December 9, 2011
This is the next post in the Founder Centric Startups series_._
Andrew Mayfield is the CEO of Optimal Workshop, a new venture that has spun out of Optimal Usability, which is itself a successful Wellington usability consulting business. They provide online usability testing software and sell it to professionals working in this field around the world.
Many consulting businesses aspire to make the transition to selling a product rather than just selling hours, but it’s not easy. It’s great to see a successful local example.
Let’s put some questions to Andrew:
What’s the purpose of Optimal Workshop?
We created Optimal Workshop to help make the world an easier place to be.
As I’m sure you can see, this is a quite a broad issue so we’re focussing our efforts on findability.
The specific problem we are here to solve is this: “Quantitative analysis to assess the effectiveness of an Information Architecture (IA) is hard work.” So naturally we spend our days designing new analysis techniques to bring a quantitative and statistical focus to decision making, supplementing qualitative research for user experience designers and information architects.
Optimal Workshop was born as the “tools workshop” for Optimal Usability, a user experience design agency, and was created to extend our reach beyond what we could do in person by making our own information architecture research tools available to the world.
What is the product you’re selling?
Optimal Workshop’s suite of tools help to define and refine an information architecture using three established user experience design techniques: online card sorting with OptimalSort, tree testing with Treejack and first click testing with Chalkmark.
What is the business model?
We run a software as a service (SaaS) business model.
This means people subscribe to use the Optimal Workshop tools for the time they need them. With this model we have a recurring revenue stream and our customers can enjoy our “hop on, hop off” approach to SaaS whereby you always have access to the data you’ve collected and to the Optimal Workshop analysis tools even after a subscription has ended.
So far we’ve found people really appreciate this attitude and choose to stay subscribed and make usability testing an integral part of their ongoing design decision making process and content evolution strategy.
How do potential customers learn about you?
A lot of it is word of mouth.
Honestly, we have a lot of passionate customers who love their industry and get excited about tools that make it easier for them to make things easier for their customers and users. I love attending industry events (from the Information Architecture and User Experience community, our clients’ industry, rather than the SaaS and software dev communities) and it’s always great to hear people talking about our tools and how they’ve influenced decisions in their organisations.
We’ve also been discussed in a number of industry leading, or even industry defining books over the last few years, the impact of which is difficult to measure but I’m quite sure it has been a contributor to our growth.
How did the business get started?
The business was founded to build tools that our consultants wished for in their day to day work as Usability Testers/Researchers and Information Architects. It seemed only natural to make them available to the growing army of people just like us around the world.
Who are the people working with you on this?
The company was founded by Sam Ng in 2007. I joined the team in 2009 as CTO on a short term contract to sort out some technical issues and help move the company forward. Shortly thereafter we were making good progress so Sam left to found the Mekong Club and work on other “social good” projects in south east Asia. Specifically he is interested in reducing child slavery. A noble cause! I was asked to step up to CEO and run Optimal Workshop myself. I’m very happy to say that with the strong foundation Sam put in place (some working MVPs and a solid brand reputation from shaking hands around the world) and our devoted development team we have gone from strength to strength ever since.
How have you funded your growth so far?
The business was funded for the first 2 years by channeling some cash-flow from Optimal Usability (our consulting agency) into Optimal Workshop to fund development. I’m happy to report this reliance stopped 3 months after I took over as CEO and we’ve been profitable ever since.
What are the biggest challenges you’ve faced so far?
With our near constant growth we have had our share of technical scaling issues. I guess we asked for it by focussing on “quantitative analysis”!
What advice do you have for other founders?
Make the hard decisions. If it is too hard then get the data you need and if that is too hard, just make a decision anyway and test the result.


◆ Your objective:
From the records that follow, copy every line that contains the word "prestaciones".

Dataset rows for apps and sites

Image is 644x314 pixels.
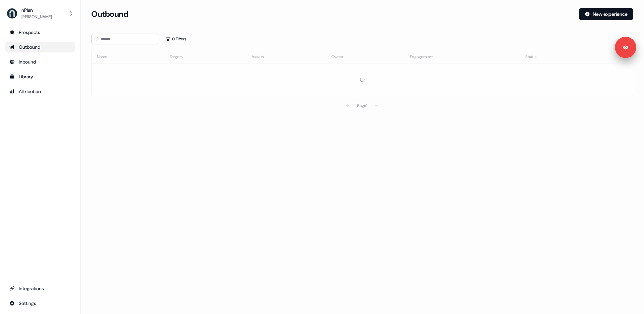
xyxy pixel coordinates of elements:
[10,300,71,306] div: Settings
[21,7,52,14] div: nPlan
[5,57,75,67] a: Go to Inbound
[21,14,52,20] div: [PERSON_NAME]
[5,42,75,52] a: Go to outbound experience
[5,86,75,97] a: Go to attribution
[161,33,191,44] button: 0 Filters
[5,283,75,294] a: Go to integrations
[10,73,71,80] div: Library
[579,8,633,20] button: New experience
[91,9,128,19] h3: Outbound
[10,58,71,65] div: Inbound
[10,29,71,36] div: Prospects
[10,88,71,95] div: Attribution
[10,285,71,291] div: Integrations
[5,297,75,308] a: Go to integrations
[10,43,71,51] div: Outbound
[5,71,75,82] a: Go to templates
[5,27,75,38] a: Go to prospects
[5,5,75,21] button: nPlan[PERSON_NAME]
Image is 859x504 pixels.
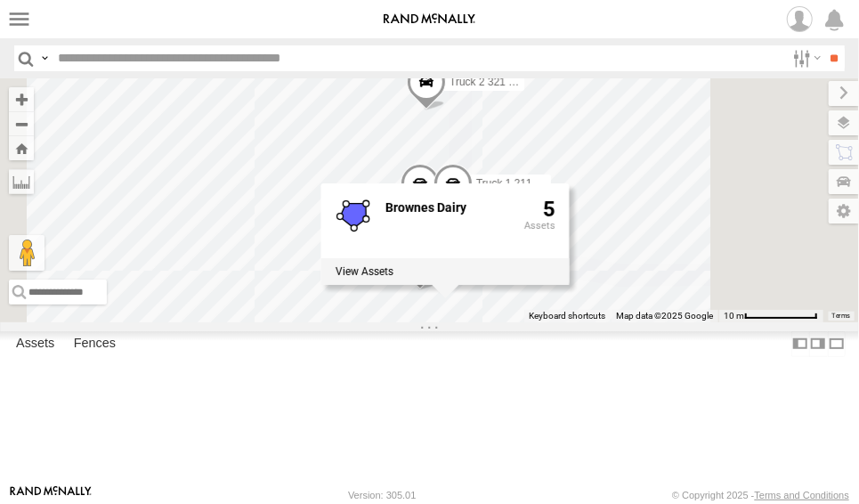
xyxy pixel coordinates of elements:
[755,490,849,500] a: Terms and Conditions
[718,310,824,322] button: Map scale: 10 m per 79 pixels
[10,486,91,504] a: Visit our Website
[616,311,713,320] span: Map data ©2025 Google
[724,311,744,320] span: 10 m
[529,310,605,322] button: Keyboard shortcuts
[791,331,810,357] label: Dock Summary Table to the Left
[65,332,125,357] label: Fences
[9,111,34,136] button: Zoom out
[348,490,416,500] div: Version: 305.01
[786,46,825,71] label: Search Filter Options
[829,199,859,223] label: Map Settings
[37,46,51,71] label: Search Query
[9,87,34,111] button: Zoom in
[384,202,509,215] div: Fence Name - Brownes Dairy
[832,312,851,319] a: Terms
[383,13,477,26] img: rand-logo.svg
[9,136,34,160] button: Zoom Home
[828,331,846,357] label: Hide Summary Table
[810,331,827,357] label: Dock Summary Table to the Right
[673,490,849,500] div: © Copyright 2025 -
[9,169,34,194] label: Measure
[476,177,581,189] span: Truck 1 211 1CAO942
[450,76,561,88] span: Truck 2 321 - 1ETQ542
[7,332,63,357] label: Assets
[523,198,555,255] div: 5
[335,265,393,278] label: View assets associated with this fence
[9,235,45,271] button: Drag Pegman onto the map to open Street View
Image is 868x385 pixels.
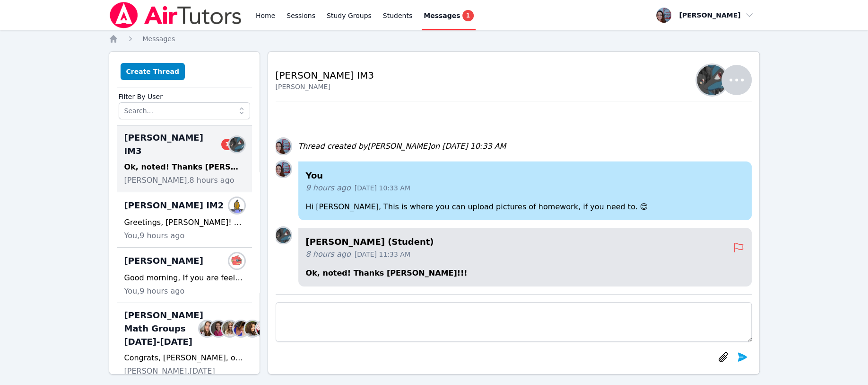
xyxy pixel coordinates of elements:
div: [PERSON_NAME]Alanda AlonsoGood morning, If you are feeling overwhelmed about uploading your homew... [117,247,252,303]
div: Thread created by [PERSON_NAME] on [DATE] 10:33 AM [298,140,506,151]
button: Create Thread [121,63,185,80]
img: Jason Escobar [230,137,244,151]
img: vanessa palacios [230,198,244,213]
label: Filter By User [119,88,250,102]
span: [PERSON_NAME], 8 hours ago [125,174,234,186]
img: Sandra Davis [222,320,237,336]
img: Jason Escobar [276,227,291,243]
span: [PERSON_NAME], [DATE] [125,366,215,377]
span: [PERSON_NAME] Math Groups [DATE]-[DATE] [125,308,203,348]
img: Leah Hoff [276,138,291,154]
div: Ok, noted! Thanks [PERSON_NAME]!!! [125,162,244,173]
img: Air Tutors [109,2,243,29]
span: Messages [143,35,175,42]
span: You, 9 hours ago [125,285,184,296]
p: Ok, noted! Thanks [PERSON_NAME]!!! [306,268,744,279]
img: Jason Escobar [696,65,727,95]
span: [PERSON_NAME] [125,254,203,268]
input: Search... [119,102,250,119]
img: Johnicia Haynes [256,320,271,336]
img: Diana Carle [244,320,260,336]
div: Congrats, [PERSON_NAME], on the proficiency score! Excited to be back working with your students.... [125,352,244,364]
img: Rebecca Miller [211,320,226,336]
h4: [PERSON_NAME] (Student) [306,235,732,248]
div: [PERSON_NAME] Math Groups [DATE]-[DATE]Sarah BenzingerRebecca MillerSandra DavisAlexis AsiamaDian... [117,303,252,383]
span: [DATE] 11:33 AM [354,249,410,259]
h2: [PERSON_NAME] IM3 [276,68,374,82]
button: Jason Escobar [702,65,752,95]
img: Sarah Benzinger [199,320,215,336]
nav: Breadcrumb [109,34,759,43]
span: 8 hours ago [306,248,351,259]
span: [PERSON_NAME] IM2 [125,199,224,212]
span: 1 [221,138,232,150]
span: [DATE] 10:33 AM [354,183,410,193]
a: Messages [143,34,175,43]
img: Alanda Alonso [230,253,244,269]
img: Alexis Asiama [233,320,249,336]
div: Greetings, [PERSON_NAME]! This is where you can upload pictures of your homework prior to our ses... [125,217,244,228]
p: Hi [PERSON_NAME], This is where you can upload pictures of homework, if you need to. 😊 [306,201,744,212]
span: You, 9 hours ago [125,230,184,241]
span: [PERSON_NAME] IM3 [125,131,233,158]
div: [PERSON_NAME] IM31Jason EscobarOk, noted! Thanks [PERSON_NAME]!!![PERSON_NAME],8 hours ago [117,126,252,192]
img: Leah Hoff [276,162,291,176]
h4: You [306,169,744,182]
span: Messages [423,11,460,20]
span: 1 [462,10,473,21]
div: Good morning, If you are feeling overwhelmed about uploading your homework, I don't want you to f... [125,272,244,283]
div: [PERSON_NAME] IM2vanessa palaciosGreetings, [PERSON_NAME]! This is where you can upload pictures ... [117,192,252,247]
div: [PERSON_NAME] [276,82,374,91]
span: 9 hours ago [306,182,351,194]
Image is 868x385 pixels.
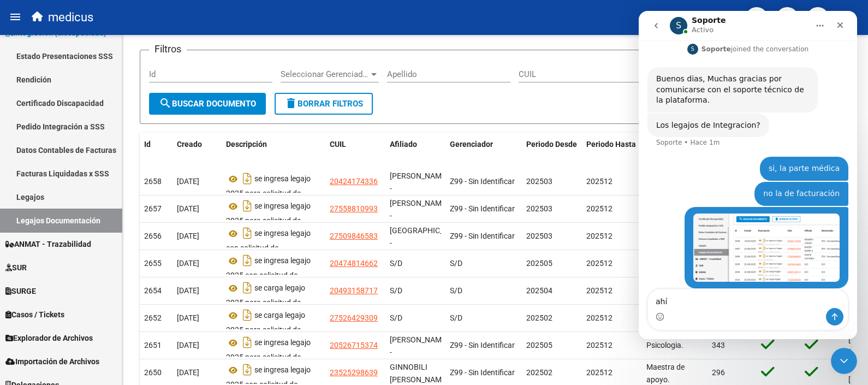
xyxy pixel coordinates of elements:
span: medicus [48,5,93,29]
mat-icon: delete [284,97,298,110]
span: 20493158717 [330,286,378,295]
i: Descargar documento [240,334,254,352]
datatable-header-cell: Periodo Desde [522,133,582,169]
span: 23525298639 [330,368,378,377]
span: 20474814662 [330,259,378,268]
span: Creado [177,140,202,148]
span: Z99 - Sin Identificar [450,368,515,377]
span: Z99 - Sin Identificar [450,341,515,350]
span: Seleccionar Gerenciador [281,69,369,79]
span: 202503 [527,204,553,213]
span: 202504 [527,286,553,295]
span: 202512 [587,368,613,377]
span: se ingresa legajo con solicitud de prestaciones 2025 [226,230,311,265]
span: 2657 [144,204,161,213]
span: 202502 [527,313,553,322]
span: PONTE VICTORIA - [390,226,464,248]
span: 202512 [587,259,613,268]
span: CUIL [330,140,346,148]
span: RIVERO ISABELA PILAR - [390,199,448,220]
span: 2656 [144,231,161,240]
span: S/D [390,286,403,295]
span: se ingresa legajo 2025 para solicitud de prestaciones. [226,202,311,238]
span: 2655 [144,259,161,268]
span: S/D [450,259,463,268]
span: [DATE] [177,231,200,240]
span: [DATE] [177,286,200,295]
span: [DATE] [177,313,200,322]
span: 27558810993 [330,204,378,213]
span: 343 [712,341,725,350]
i: Descargar documento [240,306,254,324]
span: LOTO BAUTISTA - [390,335,448,357]
i: Descargar documento [240,197,254,215]
i: Descargar documento [240,170,254,188]
span: 2654 [144,286,161,295]
span: 202502 [527,368,553,377]
span: se carga legajo 2025 para solicitud de prestaciones. [226,312,305,347]
span: 202505 [527,259,553,268]
iframe: Intercom live chat [638,11,857,339]
span: se ingresa legajo 2025 con solicitud de prestaciones. [226,257,311,292]
datatable-header-cell: Id [140,133,172,169]
datatable-header-cell: Descripción [221,133,325,169]
i: Descargar documento [240,225,254,242]
span: se ingresa legajo 2025 para solicitud de prestaciones. [226,339,311,374]
iframe: Intercom live chat [831,348,857,374]
span: [DATE] [177,341,200,350]
span: ROMERO JOSIAS FACUNDO - [390,171,448,193]
span: Z99 - Sin Identificar [450,204,515,213]
span: Explorador de Archivos [5,332,93,344]
span: [DATE] [177,204,200,213]
button: Buscar Documento [149,93,266,115]
span: Descripción [226,140,267,148]
mat-icon: menu [9,10,22,24]
span: 2651 [144,341,161,350]
span: 202505 [527,341,553,350]
span: S/D [390,259,403,268]
span: Casos / Tickets [5,309,65,321]
span: 20526715374 [330,341,378,350]
span: 2650 [144,368,161,377]
span: Periodo Hasta [587,140,636,148]
span: 202503 [527,231,553,240]
datatable-header-cell: Gerenciador [445,133,522,169]
span: 202503 [527,177,553,186]
mat-icon: search [159,97,172,110]
span: Z99 - Sin Identificar [450,177,515,186]
span: SURGE [5,285,36,297]
span: 2658 [144,177,161,186]
span: Afiliado [390,140,417,148]
span: Borrar Filtros [284,99,363,109]
span: [DATE] [177,177,200,186]
span: Buscar Documento [159,99,256,109]
span: Psicologia. [647,341,683,350]
span: Periodo Desde [527,140,577,148]
span: S/D [390,313,403,322]
datatable-header-cell: Afiliado [385,133,445,169]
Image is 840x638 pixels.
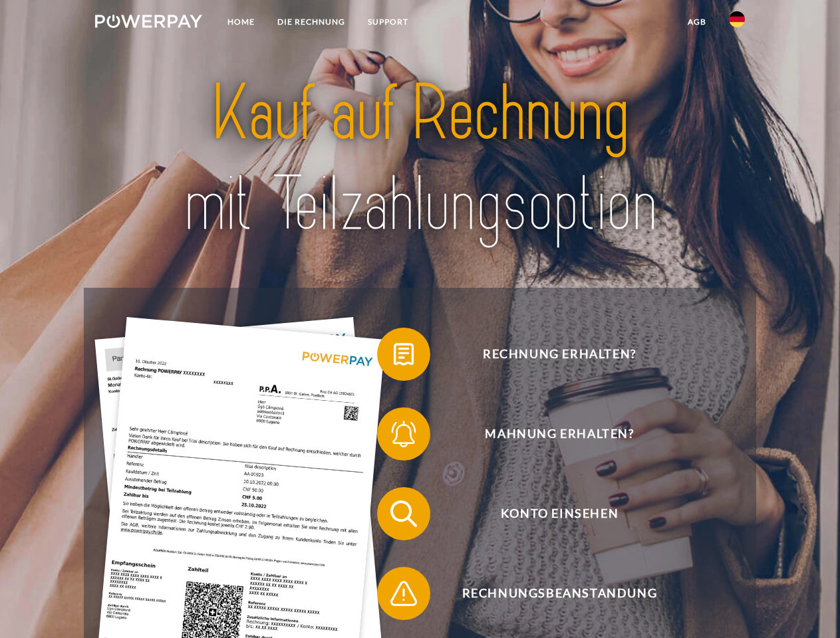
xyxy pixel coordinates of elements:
img: title-powerpay_de.svg [127,64,713,255]
a: Home [216,10,266,34]
span: Rechnung erhalten? [396,328,722,381]
span: Konto einsehen [396,488,722,540]
a: agb [676,10,717,34]
a: SUPPORT [356,10,419,34]
img: logo-powerpay-white.svg [95,15,202,28]
img: qb_search.svg [387,498,420,531]
a: DIE RECHNUNG [266,10,356,34]
img: qb_warning.svg [387,577,420,610]
img: de [728,11,745,28]
span: Rechnungsbeanstandung [396,567,722,620]
button: Mahnung erhalten? [377,407,723,461]
button: Rechnung erhalten? [377,328,723,381]
img: qb_bill.svg [387,338,420,371]
img: qb_bell.svg [387,417,420,451]
span: Mahnung erhalten? [396,407,722,461]
button: Rechnungsbeanstandung [377,567,723,620]
button: Konto einsehen [377,488,723,540]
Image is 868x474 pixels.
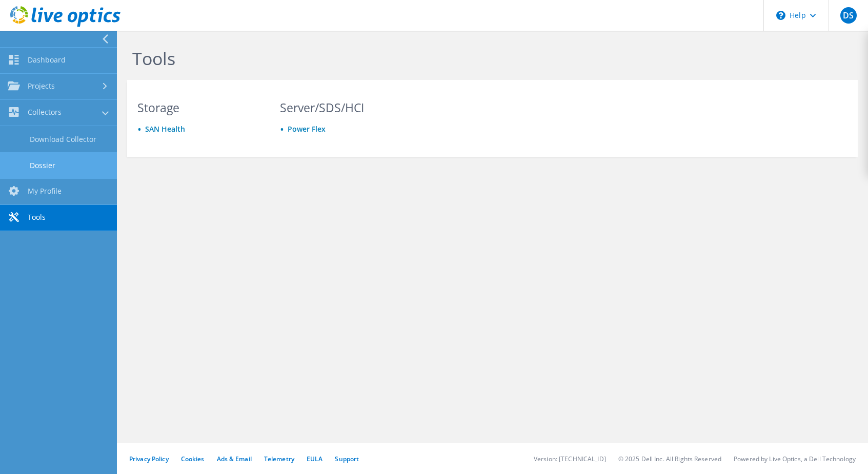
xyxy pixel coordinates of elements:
[734,455,856,463] li: Powered by Live Optics, a Dell Technology
[264,455,294,463] a: Telemetry
[307,455,322,463] a: EULA
[181,455,204,463] a: Cookies
[533,455,606,463] li: Version: [TECHNICAL_ID]
[287,124,325,134] a: Power Flex
[132,48,824,69] h1: Tools
[618,455,721,463] li: © 2025 Dell Inc. All Rights Reserved
[217,455,252,463] a: Ads & Email
[138,102,260,113] h3: Storage
[840,7,856,24] span: DS
[335,455,359,463] a: Support
[129,455,169,463] a: Privacy Policy
[280,102,403,113] h3: Server/SDS/HCI
[145,124,185,134] a: SAN Health
[776,11,785,20] svg: \n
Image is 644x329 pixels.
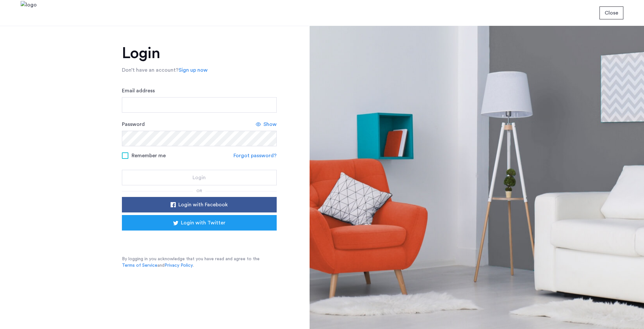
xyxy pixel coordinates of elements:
span: or [197,189,202,193]
img: logo [21,1,37,25]
label: Password [122,120,145,128]
a: Terms of Service [122,262,157,269]
span: Remember me [131,152,166,160]
span: Show [263,120,277,128]
span: Login [193,174,206,181]
a: Sign up now [179,66,208,74]
span: Login with Twitter [181,219,226,227]
a: Privacy Policy [165,262,193,269]
span: Close [605,9,618,17]
button: button [600,6,624,19]
button: button [122,170,277,185]
a: Forgot password? [233,152,277,160]
button: button [122,197,277,212]
span: Don’t have an account? [122,68,179,73]
button: button [122,215,277,231]
span: Login with Facebook [178,201,228,209]
h1: Login [122,45,277,61]
p: By logging in you acknowledge that you have read and agree to the and . [122,256,277,269]
label: Email address [122,87,155,95]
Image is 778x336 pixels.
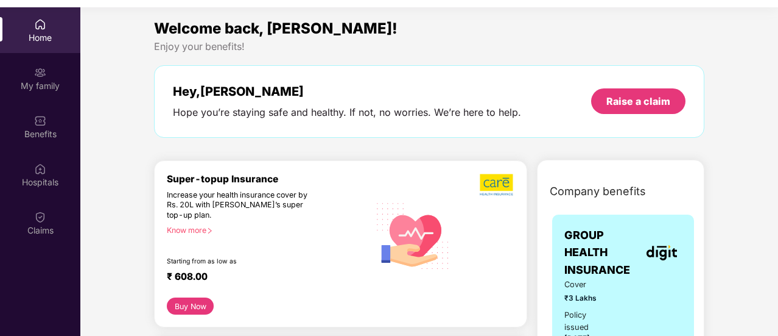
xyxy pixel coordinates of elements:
img: svg+xml;base64,PHN2ZyB4bWxucz0iaHR0cDovL3d3dy53My5vcmcvMjAwMC9zdmciIHhtbG5zOnhsaW5rPSJodHRwOi8vd3... [370,191,457,279]
img: svg+xml;base64,PHN2ZyB3aWR0aD0iMjAiIGhlaWdodD0iMjAiIHZpZXdCb3g9IjAgMCAyMCAyMCIgZmlsbD0ibm9uZSIgeG... [34,66,46,79]
button: Buy Now [167,297,214,314]
span: Cover [564,278,609,290]
div: Hope you’re staying safe and healthy. If not, no worries. We’re here to help. [173,106,521,119]
span: right [206,227,213,234]
span: Company benefits [550,183,646,200]
img: svg+xml;base64,PHN2ZyBpZD0iQmVuZWZpdHMiIHhtbG5zPSJodHRwOi8vd3d3LnczLm9yZy8yMDAwL3N2ZyIgd2lkdGg9Ij... [34,114,46,127]
div: ₹ 608.00 [167,270,357,285]
img: svg+xml;base64,PHN2ZyBpZD0iSG9zcGl0YWxzIiB4bWxucz0iaHR0cDovL3d3dy53My5vcmcvMjAwMC9zdmciIHdpZHRoPS... [34,163,46,175]
div: Enjoy your benefits! [154,40,705,53]
div: Starting from as low as [167,257,318,265]
span: Welcome back, [PERSON_NAME]! [154,19,398,37]
div: Super-topup Insurance [167,173,370,185]
img: svg+xml;base64,PHN2ZyBpZD0iQ2xhaW0iIHhtbG5zPSJodHRwOi8vd3d3LnczLm9yZy8yMDAwL3N2ZyIgd2lkdGg9IjIwIi... [34,211,46,223]
div: Raise a claim [606,94,670,108]
div: Policy issued [564,309,609,333]
img: b5dec4f62d2307b9de63beb79f102df3.png [480,173,515,196]
span: GROUP HEALTH INSURANCE [564,227,642,278]
span: ₹3 Lakhs [564,292,609,304]
img: insurerLogo [647,245,677,260]
div: Know more [167,225,362,234]
img: svg+xml;base64,PHN2ZyBpZD0iSG9tZSIgeG1sbnM9Imh0dHA6Ly93d3cudzMub3JnLzIwMDAvc3ZnIiB3aWR0aD0iMjAiIG... [34,18,46,30]
div: Hey, [PERSON_NAME] [173,84,521,99]
div: Increase your health insurance cover by Rs. 20L with [PERSON_NAME]’s super top-up plan. [167,190,317,220]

◆ Problem solution:
span: se ingresa legajo con solicitud de prestaciones 2025 [226,230,311,265]
span: se ingresa legajo 2025 para solicitud de prestaciones. [226,202,311,238]
span: se carga legajo 2025 para solicitud de prestaciones. [226,312,305,347]
span: se ingresa legajo 2025 con solicitud de prestaciones. [226,257,311,292]
span: se ingresa legajo 2025 para solicitud de prestaciones. [226,339,311,374]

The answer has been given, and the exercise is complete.